After the examiner issued an office action, rejecting all claims of Jung’s application for anticipation or single-reference obviousness, Jung responded by arguing that the claimed “well-charge-level controller” was different from the reset controller of the prior art.  The examiner finally rejected all claims, noting that he found Jung’s argument unpersuasive and finding the claimed well-charge-level controller to be the same as the prior art reset controller.  Jung appealed to the Board of Patent Appeals and Interferences (the Board).

In the appeal, Jung argued that the claimed “well-charge-level controller” must “more or less continuously adjust the control signal inputs of active charge source and/or active charge sink” as disclosed in one embodiment and thus is different from the reset controller disclosed in the prior art.  The Board, however, construed the claimed “well-charge-level controller” as “any component that controls the charge level of a well.” In response to Jung’s request for rehearing, the Board rejected Jung’s argument that the Board erred in failing to address whether the examiner had set forth a prima facie rejection.  Jung appealed to the Federal Circuit.
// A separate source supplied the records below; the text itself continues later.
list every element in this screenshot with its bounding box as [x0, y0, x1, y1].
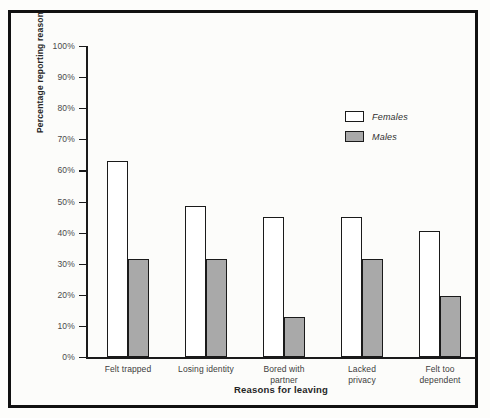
- bar-females: [341, 217, 362, 357]
- y-axis-line: [86, 46, 88, 357]
- y-axis-tick-label: 10%: [57, 321, 75, 331]
- chart-page: Percentage reporting reason 100%90%80%70…: [0, 0, 490, 418]
- bar-males: [128, 259, 149, 357]
- y-axis-tick-mark: [79, 170, 86, 171]
- y-axis-tick-mark: [79, 202, 86, 203]
- bar-males: [206, 259, 227, 357]
- y-axis-tick-mark: [79, 108, 86, 109]
- x-axis-category-label: Felt too dependent: [401, 364, 479, 386]
- bar-females: [419, 231, 440, 357]
- legend-swatch-males: [345, 131, 364, 142]
- x-axis-category-label: Bored with partner: [245, 364, 323, 386]
- y-axis-tick-label: 30%: [57, 259, 75, 269]
- bar-females: [263, 217, 284, 357]
- bar-females: [185, 206, 206, 357]
- legend-swatch-females: [345, 111, 364, 122]
- x-axis-category-label: Losing identity: [167, 364, 245, 375]
- y-axis-tick-mark: [79, 295, 86, 296]
- bar-males: [362, 259, 383, 357]
- y-axis-tick-label: 40%: [57, 228, 75, 238]
- bar-males: [284, 317, 305, 357]
- bar-females: [107, 161, 128, 357]
- y-axis-tick-label: 90%: [57, 72, 75, 82]
- y-axis-tick-mark: [79, 233, 86, 234]
- legend-label: Males: [372, 132, 397, 142]
- y-axis-tick-mark: [79, 139, 86, 140]
- y-axis-tick-label: 70%: [57, 134, 75, 144]
- y-axis-tick-mark: [79, 46, 86, 47]
- y-axis-title: Percentage reporting reason: [35, 12, 45, 133]
- y-axis-tick-mark: [79, 357, 86, 358]
- y-axis-tick-label: 60%: [57, 165, 75, 175]
- y-axis-tick-label: 100%: [52, 41, 75, 51]
- bar-males: [440, 296, 461, 357]
- y-axis-tick-mark: [79, 264, 86, 265]
- y-axis-tick-label: 50%: [57, 197, 75, 207]
- y-axis-tick-label: 20%: [57, 290, 75, 300]
- legend-item: Males: [345, 131, 408, 142]
- x-axis-category-label: Lacked privacy: [323, 364, 401, 386]
- y-axis-tick-label: 80%: [57, 103, 75, 113]
- legend-label: Females: [372, 112, 408, 122]
- legend-item: Females: [345, 111, 408, 122]
- y-axis-tick-mark: [79, 326, 86, 327]
- y-axis-tick-mark: [79, 77, 86, 78]
- plot-area: 100%90%80%70%60%50%40%30%20%10%0% Felt t…: [86, 46, 476, 357]
- y-axis-tick-label: 0%: [62, 352, 75, 362]
- x-axis-title: Reasons for leaving: [86, 384, 476, 395]
- chart-legend: FemalesMales: [345, 111, 408, 151]
- x-axis-line: [86, 357, 476, 359]
- figure-frame: Percentage reporting reason 100%90%80%70…: [8, 10, 478, 408]
- x-axis-category-label: Felt trapped: [89, 364, 167, 375]
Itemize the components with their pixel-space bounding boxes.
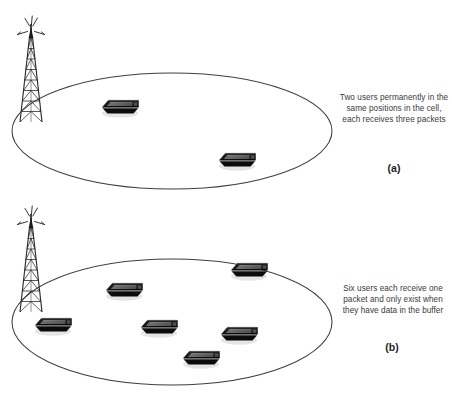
mobile-device bbox=[231, 263, 267, 280]
mobile-device bbox=[183, 351, 219, 368]
base-station-tower-b bbox=[18, 206, 45, 312]
panel-b-group bbox=[12, 206, 332, 385]
mobile-device bbox=[35, 318, 71, 335]
mobile-device bbox=[102, 100, 138, 117]
panel-a-group bbox=[12, 16, 332, 189]
base-station-tower-a bbox=[18, 16, 45, 122]
cell-boundary-a bbox=[12, 73, 332, 189]
mobile-device bbox=[221, 327, 257, 344]
panel-a-label: (a) bbox=[338, 162, 450, 174]
panel-b-caption: Six users each receive one packet and on… bbox=[336, 283, 450, 317]
mobile-device bbox=[219, 153, 255, 170]
mobile-device bbox=[106, 283, 142, 300]
panel-a-caption: Two users permanently in the same positi… bbox=[338, 92, 450, 126]
mobile-device bbox=[141, 320, 177, 337]
figure-canvas: Two users permanently in the same positi… bbox=[0, 0, 452, 401]
panel-b-label: (b) bbox=[336, 341, 448, 353]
On appeal, Jung argued that the examiner failed to make a prima facie case of anticipation.  Jung argued that establishing a prima facie case requires more than just a notice under §132 and that theprima facie case requirement is not met unless the examiner provides a reasonable construction and evidence bridging the facial differences between that reasonable claim construction and the purported anticipatory reference.  Further, instead of arguing that the Board’s decision constituted a new ground of rejection, Jung argued that the Board acted as a “super-examiner” by performing independent fact-finding and applying an improperly deferential standard of review to the examiner’s rejections.

In rejecting Jung’s prima facie invalidity argument, the Court ruled that “[t]here has never been a requirement for an examiner to make an on-the-record claim construction of every term in every rejected claim and to explain every possible difference between the prior art and the claimed invention in order to make out a prima facie rejection.”   Further, the Court wrote, “there is no reason to impose a heightened burden on examiners beyond the notice requirement of §132.”  The Court found that the examiner’s discussion of the theory of anticipation, the prior art and the identification of where each limitation of the rejected claims is shown in the prior art by specific column and line number was more than sufficient to meet the burden.

In rejecting the “super-examiner” argument (as applied to the Board), the Court ruled that the findings by the Board were simple factual assertions and the same as the examiner’s findings.  The Court further ruled that “[t]o assert that the Board’s thoroughness in responding to his explanation put it in the position of a ‘super examiner’ would limit the Board to verbatim repetition of the examiner’s office actions, which would ill-serve the Board’s purpose as a reviewing body.